Our game is being badly presented, weakly sold, amateurishly ran, and completely undervalued by the very people given the responsibility of upholding standards and seeking the very best on offer to its members.
I’ll repeat it for the hard of thinking, if Sky Sports could admit that the four Old Firm games (yes, OLD FIRM) made them £8 million per game twenty years ago, how much are those four games worth in today’s money?
I’d hazard a guess atleast £12 million a game. That’s before you consider Aberdeen v Rangers/Celtic, Hibs v Celtic/Rangers, Hearts v Hibs, the Dundee Derby. Hearts v Rangers/Celtic.
Now, no one is saying these are the biggest games on the planet but seriously, if Sky can promote Bournemouth v Fulham as a classic, why are they treating our game with such disdain?
They don’t promote it, they don’t sell it, and they don’t try to help in any way. They use our game as the support act for the Championship and the Premier league while giving us scraps to feed off.
That is down in the main to the clowns that are running the SPFL. No one else is to blame, only them. Rangers even told the rest of the members of the SPFL that they knew of overseas TV companies that wanted to buy our game but got nowhere.

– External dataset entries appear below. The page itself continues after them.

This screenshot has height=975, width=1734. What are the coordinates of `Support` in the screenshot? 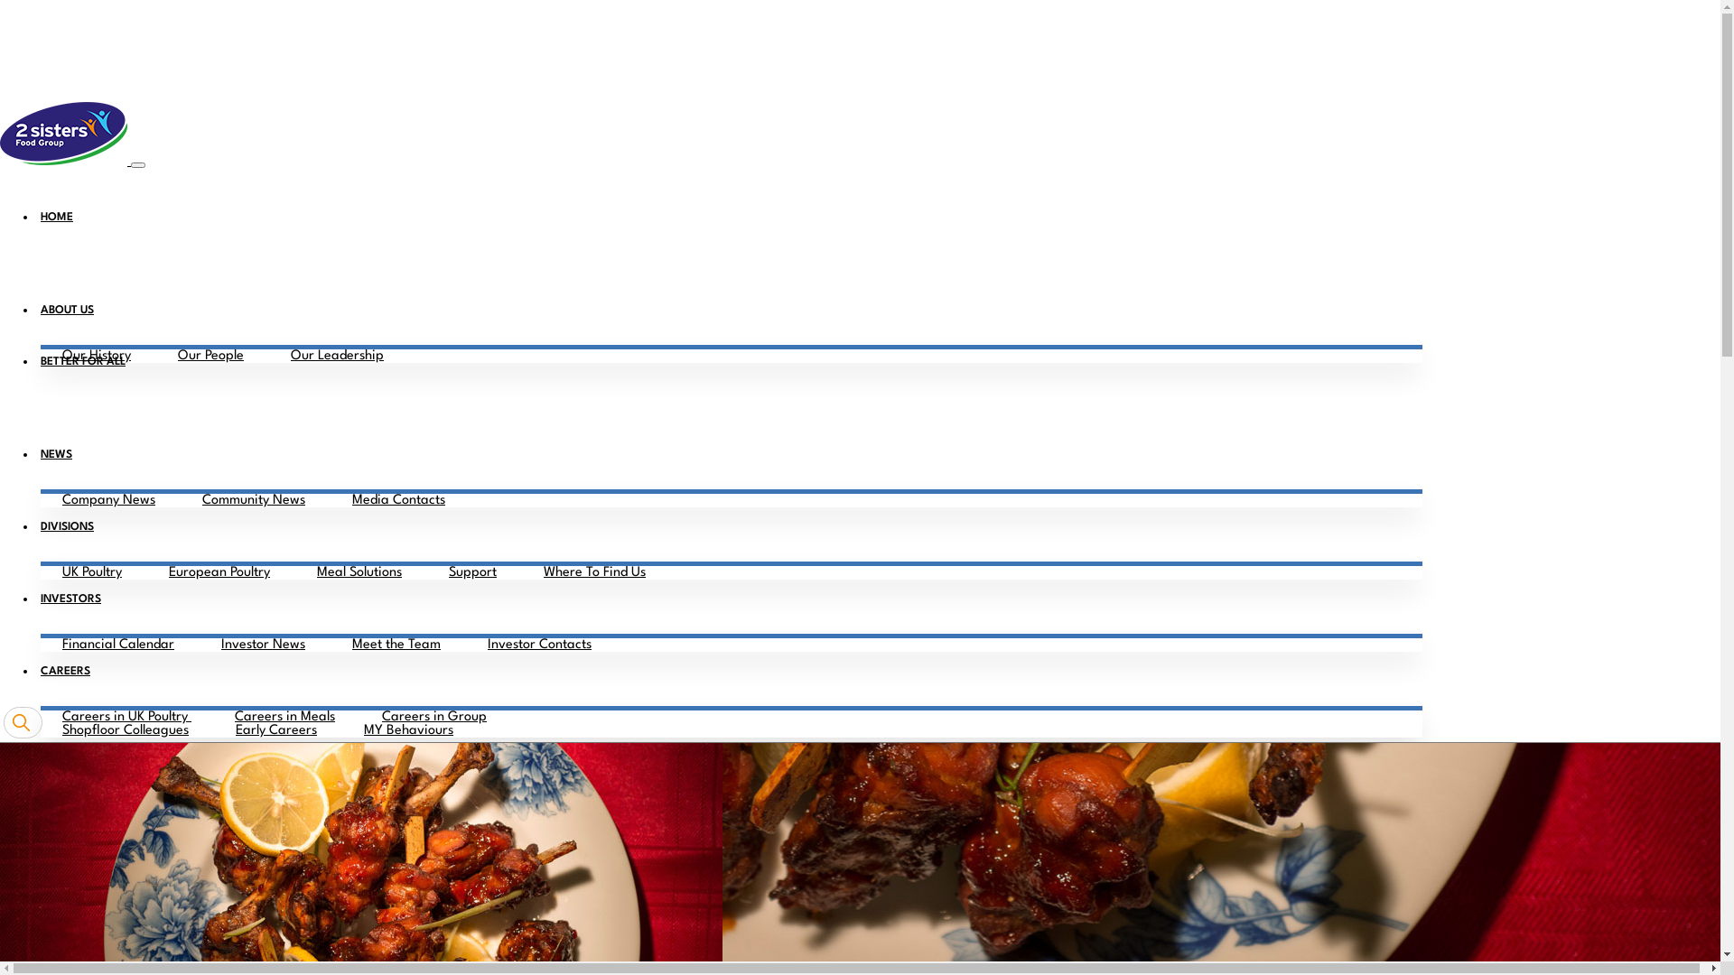 It's located at (473, 573).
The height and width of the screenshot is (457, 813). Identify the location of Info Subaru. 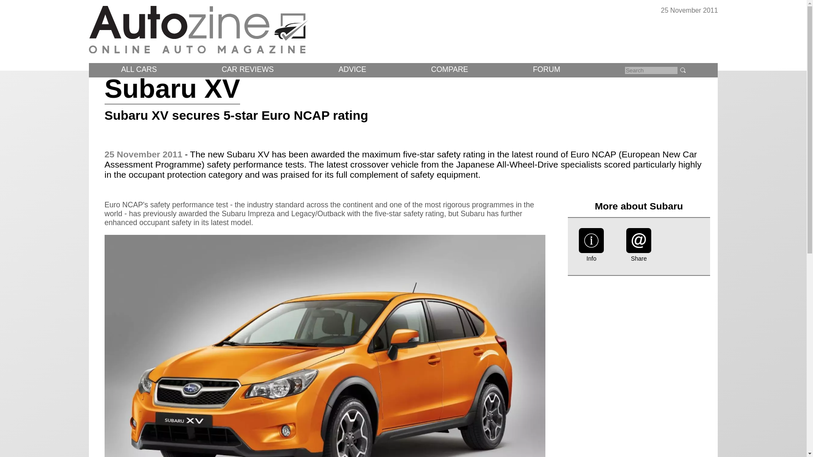
(591, 257).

How bad do you need to be at your job to be unable to sell something that another person wants to buy?
Norwegian football has £70 million coming into its league every season from TV, yet here we are with the biggest Sports channel on the planet giving us way less than half of that.
Again that is down to no one else but Doncaster and his band of brothers.
That’s what I meant by our game being undersold last week, and here we are this week with one of the biggest investors in our game over the last fifty years having to take these inefficient hacks to court.
It’s time for the clubs, the members of this organisation, the chairman and investors at clubs to ask what the actual heck is going on here?
This is about more than some poxy and embarrassing sponsorship deal with a car company; this is about gross negligence and complete failure. This organisation isn’t fit for purpose; it’s time for the clubs to force the issue on the continued failings of the SPFL to get anything right.
Until that happens, we’ll see more multi millionaires taking these irrelevant fools to court and humiliating them time after time.
The SPFL is not fit for purpose. Of that, there can be no doubt.